The U.S. Press Freedom Tracker said on Tuesday it has counted 211 “press freedom violations” since the start of the George Floyd protests last week, which in some cases have led to riots. The group’s records show “33+ arrests, 143 assaults (118 by police, 25 by others), 35 equipment/newsroom damage” as of Tuesday night.

The huge number of infringements on the press is partly a reflection of the sheer scope of the unrest, but it also an indication of something sinister at work.

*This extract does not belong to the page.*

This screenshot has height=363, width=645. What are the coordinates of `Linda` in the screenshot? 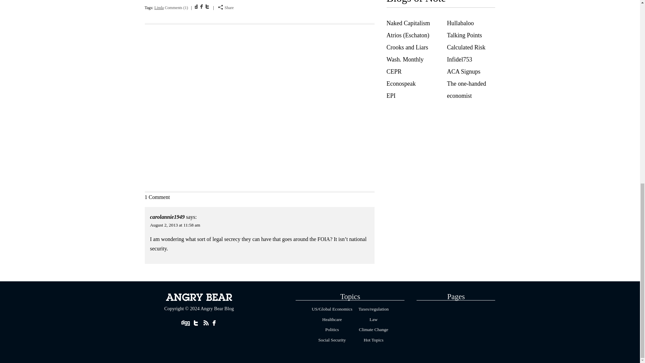 It's located at (159, 8).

Many of the affected journalists have said they felt targeted; in some instances video has clearly suggested that they were.

Some commentators have linked the widespread incidents to a wider climate of hostility against the media.

“In every case that we are aware of, there are strong indications that officers knew the journalist was a member of the press,” the Reporters Committee for Freedom of the Press stated in a letter to Minnesota authorities on Tuesday.

“Any targeting of reporters for doing their jobs – keeping the public informed during an extraordinary period of civil unrest – is beyond the pale in a free society,” the Reporters Committee said in a letter co-signed by 115 news outlets and other advocacy groups. CNN was one of the signatories.

This was the largest coalition to sign such a letter in the Reporters Committee’s 50-year history. “We’ll be sending similar letters to other jurisdictions around the country,” a spokeswoman said.

  • The letter called for protocols “to protect reporters and ensure the public is informed.” “Instruct your officers and staff that the arrest or physical attack of a journalist who is compliant with reasonable police orders is a clearly established First Amendment violation.”
  • “Take swift action to discipline any officer who is found to have arrested or assaulted a journalist engaged in newsgathering.”
  • “Inform your officers that they themselves could be subject to legal liability for violating these rights.”
  • “Ensure that crowd control tactics are appropriate and proportional, and are designed to prevent collateral harm to journalists covering the protests.
  • “Continue to exempt members of the news media from mobility restrictions, including, and especially, curfews.”
  • “Release all information about arrests of or physical interactions with the press to the public to allow it to evaluate the legitimacy of police conduct.”

The list may be a blueprint of sorts for other states, other police departments, and other crises. New accounts of reporters being restricted and manhandled poured in on Tuesday night as curfews were enforced in major cities.